Epigraphs are concerned with inheritance from the past, scientific minuteness and microscopic observation and a humanist apprehension of the larger world of literature. He includes epigraphs in the vast pattern of interactions developed in Middlemarch between the small and the large, the present and the past, the part and the whole hence he suggests a link between epigraphs and mirrors, calling to mind the multiple references made to glasswork by Eliot herself in the novel.

In the line of former studies (like David Leon Higdon’s George Eliot and the Art of Epigraphs), Roberts advocates that epigraphs are organically linked to the body of the text, whose meaning they enrich and illuminate.

Epigraphs are much more than pedantism and gratuitous quoting, hindering comprehension rather than clarifying it, as embodied by the emblematic character of Casaubon the scholar. Indeed, Roberts underlines that Middlemarch is not just a novel containing epigraphs but one about epigraphs, which function to unravel the complexities and the richness behind the story being told. Among her literary output, Middlemarch is particularly relevant when discussing the value of epigraphs. Myth, Middlemarch and the Mill: Out in Mid-SeaĢAlthough she was not the first author to have used chapter epigraphs (writers like Scott, for instance, having done so before), George Eliot is known for her extensive use of epigraphs in her novels, some borrowed from identified sources, others coined by herself. essay along with an introduction, a postscript, a bibliography, a list of illustrations and an index, according to the following organization:ģ.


**Assignment:**
Your response should be every line from the entries that includes the string "Reports".

[Entries from a dataset of interfaces]
<<<<
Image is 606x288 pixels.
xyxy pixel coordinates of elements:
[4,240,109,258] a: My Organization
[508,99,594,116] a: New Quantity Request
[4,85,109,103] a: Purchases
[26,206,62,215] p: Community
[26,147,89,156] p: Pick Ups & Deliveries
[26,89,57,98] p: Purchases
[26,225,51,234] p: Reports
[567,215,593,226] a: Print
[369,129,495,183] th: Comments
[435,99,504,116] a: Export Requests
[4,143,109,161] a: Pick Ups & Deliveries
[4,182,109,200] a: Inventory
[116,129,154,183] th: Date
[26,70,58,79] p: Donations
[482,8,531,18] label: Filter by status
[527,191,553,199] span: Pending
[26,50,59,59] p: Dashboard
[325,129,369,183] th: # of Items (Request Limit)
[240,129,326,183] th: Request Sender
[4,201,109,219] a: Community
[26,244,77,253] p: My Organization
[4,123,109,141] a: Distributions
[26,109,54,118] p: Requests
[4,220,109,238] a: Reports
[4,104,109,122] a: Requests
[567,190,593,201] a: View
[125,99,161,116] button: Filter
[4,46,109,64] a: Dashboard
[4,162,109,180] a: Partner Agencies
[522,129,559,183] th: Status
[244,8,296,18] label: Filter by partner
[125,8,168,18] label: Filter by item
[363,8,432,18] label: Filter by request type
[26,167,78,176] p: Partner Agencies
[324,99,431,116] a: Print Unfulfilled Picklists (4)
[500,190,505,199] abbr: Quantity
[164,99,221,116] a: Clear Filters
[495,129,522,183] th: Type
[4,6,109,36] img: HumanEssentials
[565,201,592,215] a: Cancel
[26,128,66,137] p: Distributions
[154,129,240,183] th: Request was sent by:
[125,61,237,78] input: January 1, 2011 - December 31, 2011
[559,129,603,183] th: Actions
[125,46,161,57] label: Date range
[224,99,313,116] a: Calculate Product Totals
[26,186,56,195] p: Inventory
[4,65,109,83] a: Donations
>>>>
**Solution to this exercise:**
[26,225,51,234] p: Reports
[4,220,109,238] a: Reports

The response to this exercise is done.